Mr. Graham: Yes. Well, most farmers don't have sewers. It was dumped somewhere on the farm, generally, although there was some dumping in the cities, where there were sewers.

Senator Bellmon: Do you feel that Congress should write legislation that encourages, or allows, farmers to band together and destroy food in that way in order to get a better price?
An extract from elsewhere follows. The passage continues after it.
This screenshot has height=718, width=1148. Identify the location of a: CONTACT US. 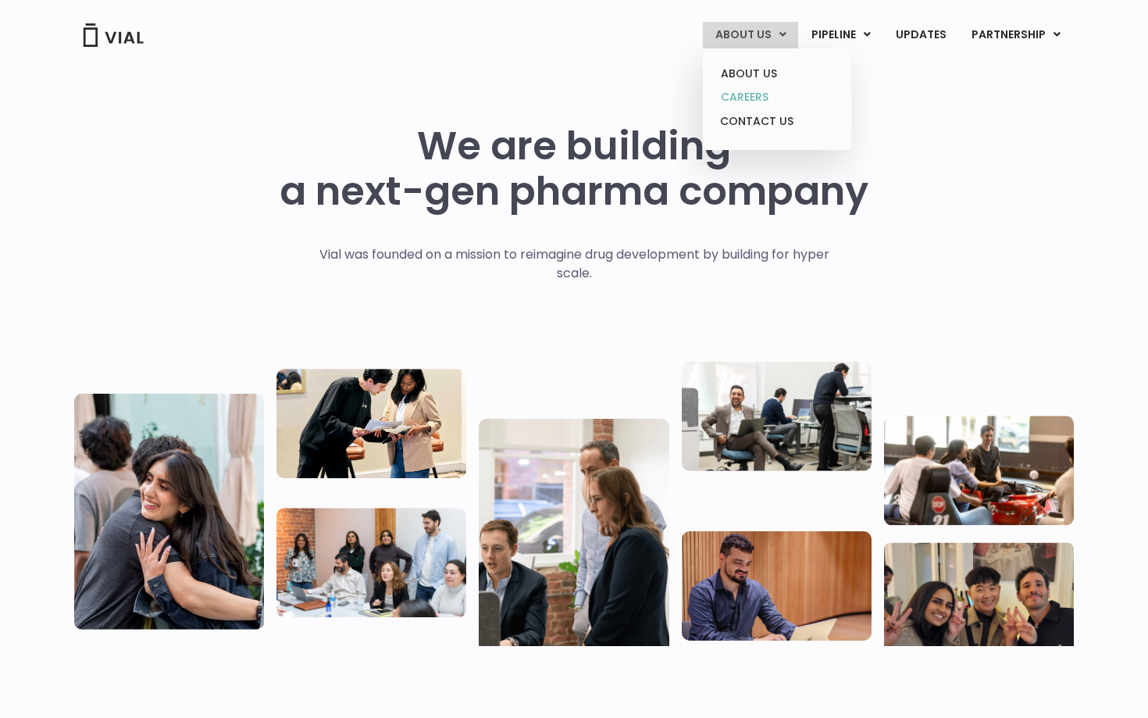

Mr. Graham: I don't see why not. [...]

8

I did not find information about wheat, but I found this link which talks about cherries:

US Government Orders Farmers To Destroy 30 Million Pounds Of Their Own Crop

...

“The food pantry shelves are bare, people going hungry, and here we are dumping millions of pounds of cherries on the ground,” Michigan cherry grower Rob Manigold said of the 2009 incident. That was the same year farmer Leonard Ligon dumped 72,000 pounds of tart cherries along a road outside Traverse City, Michigan, to protest US Department of Agriculture (USDA) regulations on his state’s cherries.

...

The regulations on tart cherries were set up during the Great Depression of the 1930s in an attempt to protect farmers. The idea was to keep crops off the market and drive prices up. Nowadays some farmers complain that the regulations make cherry farming unprofitable.

...

7

Wheat from the United States that was given as a gift to India was dumped into the ocean:

According to Parliamentary Debates: Official Report, Volume 133, Issue 12

a) Out of 1444 tonnes. of gift wheat unloaded by an American Vessel at Beypore, a minor port in Kerala, in April, 1984; 1353 tonnes of wheat has been dumped into the sea upto 25 March, 1985 and further action to dump 91 tonnes of wheat is progress. This wheat was dumped into the sea because the Health Inspector had certified it as unfit for human consumption and recommended its destruction.
(b) This wheat was donated by the United States for free distribution by Catholic Relief Services in India under the Indo-US Agreement.
(c) As this wheat was unfit for human consumption and fit for destruction, its value should be treated as nil.

...

The Catholic Relief Services employed a contractor, but the labourers were not allowed to handle the cargo at Beypore or at rail-head. The port labourers who handled the cargo at the time of landing, did not allow any outside labour to handle the cargo, and the labourers at West-Hill - Rail Head would not allow outside labourers to handle the cargo there. The Contractor, therefore, withdrew. Calicut customs were not in favour of movement by road to Cochin under custon, bond for want of sufficientt staff to accompany the trucks. The cargo had become a health hazard and the Health Inspector issued a . certificate on 15 November 1984, declaring the entire cargo of 1444 tonnes to be unfit for human consumption and recommended its destruction.

The article also explains that before going to Beypore: "It was brought Bombay on 6 April, 1984 when there was a general strike at many ports "

So, the gift wheat, was brought from the United States, but due to strike and labor disputes and red tape, it was not unloaded and became unfit for consumption and was dumped in the ocean.